The Boston Post of February 5, 1840 gave a generous review of the Baker speech saying in part, “The rapt and devoted attention with which the audience listened to Mr. Baker’s clear and animated reasoning adorned as it was with witty remarks and classical allusions was a far greater tribute to his powers of mind than the most enthusiastic applause which ever followed these periods of calmness… The lecture was one of the most sound and eloquent political discourses which has been delivered before this Association since its establishment…clothed in language which, while distinguished for its critical correctness, was comprehensible to all who listened to it, the uneducated as well as the educated.”
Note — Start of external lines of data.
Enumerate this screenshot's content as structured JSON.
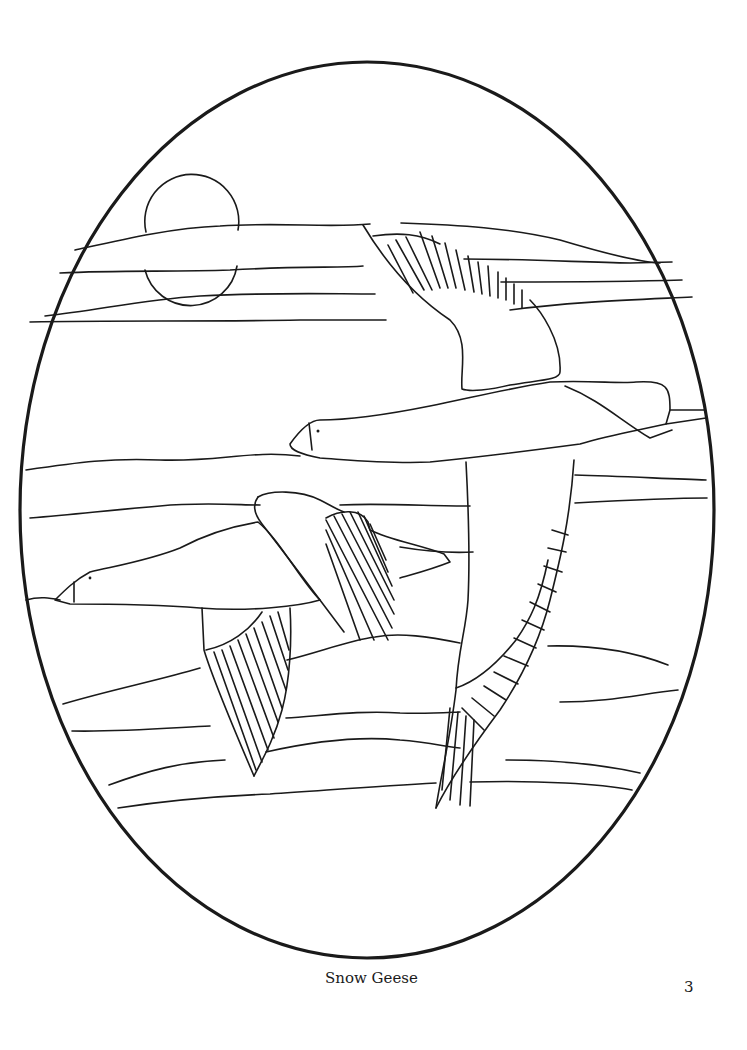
{
  "page": {
    "caption": "Snow Geese",
    "page_number": "3"
  },
  "illustration": {
    "subject": "Two snow geese flying over horizontal bands of sky with a sun, enclosed in an oval frame",
    "style": "black line art coloring page",
    "line_color": "#1a1a1a",
    "background_color": "#ffffff"
  }
}
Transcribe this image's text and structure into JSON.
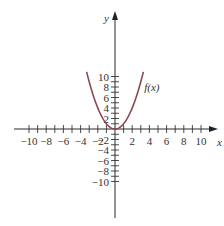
{
  "chart_data": {
    "type": "line",
    "title": "",
    "xlabel": "x",
    "ylabel": "y",
    "xlim": [
      -10,
      10
    ],
    "ylim": [
      -10,
      10
    ],
    "grid": false,
    "x_ticks": [
      -10,
      -8,
      -6,
      -4,
      -2,
      2,
      4,
      6,
      8,
      10
    ],
    "x_tick_labels": [
      "−10",
      "−8",
      "−6",
      "−4",
      "−2",
      "2",
      "4",
      "6",
      "8",
      "10"
    ],
    "y_ticks": [
      -10,
      -8,
      -6,
      -4,
      -2,
      2,
      4,
      6,
      8,
      10
    ],
    "y_tick_labels": [
      "−10",
      "−8",
      "−6",
      "−4",
      "−2",
      "2",
      "4",
      "6",
      "8",
      "10"
    ],
    "minor_tick_step": 1,
    "series": [
      {
        "name": "f(x)",
        "formula": "x^2",
        "x": [
          -3.3,
          -3,
          -2.5,
          -2,
          -1.5,
          -1,
          -0.5,
          0,
          0.5,
          1,
          1.5,
          2,
          2.5,
          3,
          3.3
        ],
        "y": [
          10.89,
          9,
          6.25,
          4,
          2.25,
          1,
          0.25,
          0,
          0.25,
          1,
          2.25,
          4,
          6.25,
          9,
          10.89
        ],
        "color": "#8a4a4f"
      }
    ],
    "annotations": [
      {
        "text": "f(x)",
        "x": 3.4,
        "y": 8
      }
    ]
  }
}
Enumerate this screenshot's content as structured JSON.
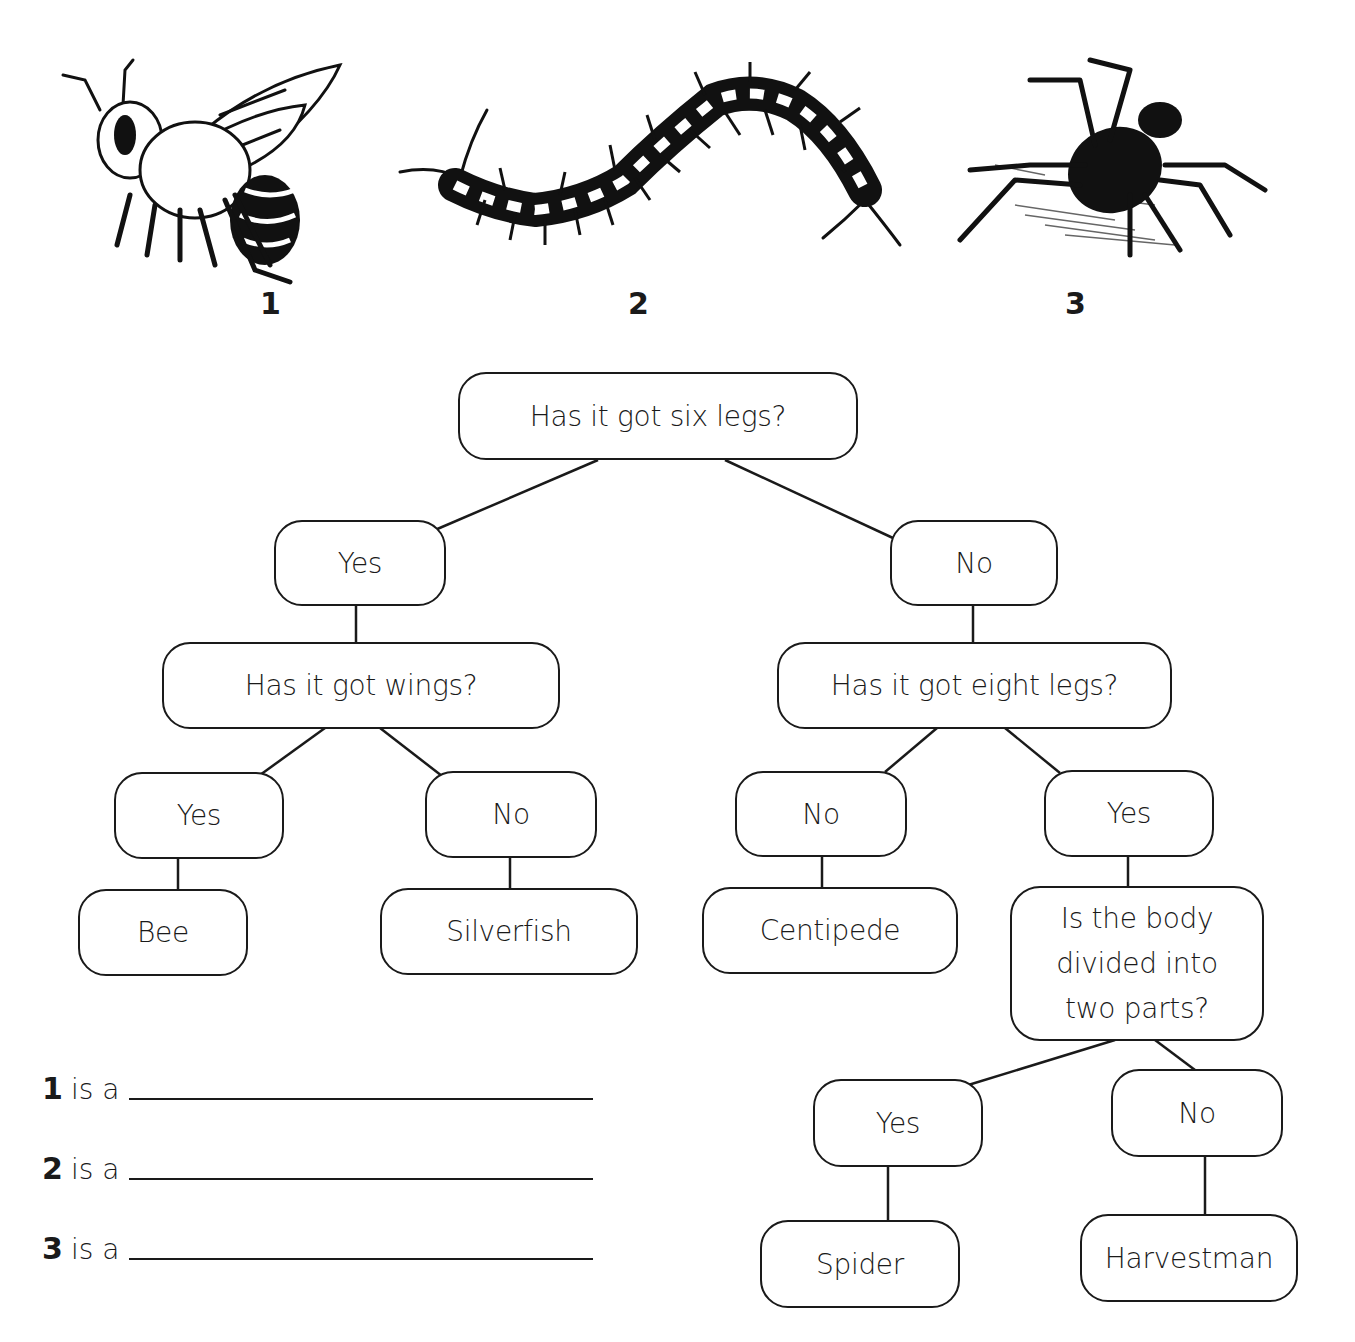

The reviewer further associated Albert Baker’s name with those of Governor Isaac Hill and Hon. Henry Hibbard, as one of a “glorious triumvirate” including “experience of age, ripened manhood, and the fervor, ingeniousness, and active intellect of youth.” It seems that Albert Baker had agreed he would run for Congress in 1843, but no conclusive evidence remains to substantiate this plan. Representative Edmund Burke wrote George S. Baker from Washington after the passing of Albert, “Your brother was a young man of high promise.’ His clear and powerful intellect, united with stern integrity of purpose, and his fearless untiring perseverance, had made him a favorite of the Democracy of New Hampshire, and if he had lived, would have secured ultimately the highest honors which their gratitude could bestow.” A number of letters to him on the question of abolition from John C. Calhoun and a letter of introduction to President Van Buren leave no doubt of his promise for a national political career.

Albert Baker’s impassioned recognition of America’s place in world history may well bring inspiration to many of the twentieth century. He did not concern himself with the wealth of America, her power, or even her standard of living except as it affected the progress of man. His concern was the resurrection of men, and the realization of their full capacities under a government of free men under God. This is still the potent goal of today.

“By making the errors of the past our beacons for the future, by a full development of the democratic principle, and by unceasing vigilance in guarding our rights, the superstructure of our political edifice will equal the base in beauty and solidity.”

Albert Baker

Surely here in her beloved brother Albert can be found one of the strong influences in the liberation and awakening of Mary Baker Eddy who has given the world the true way to liberty for all mankind.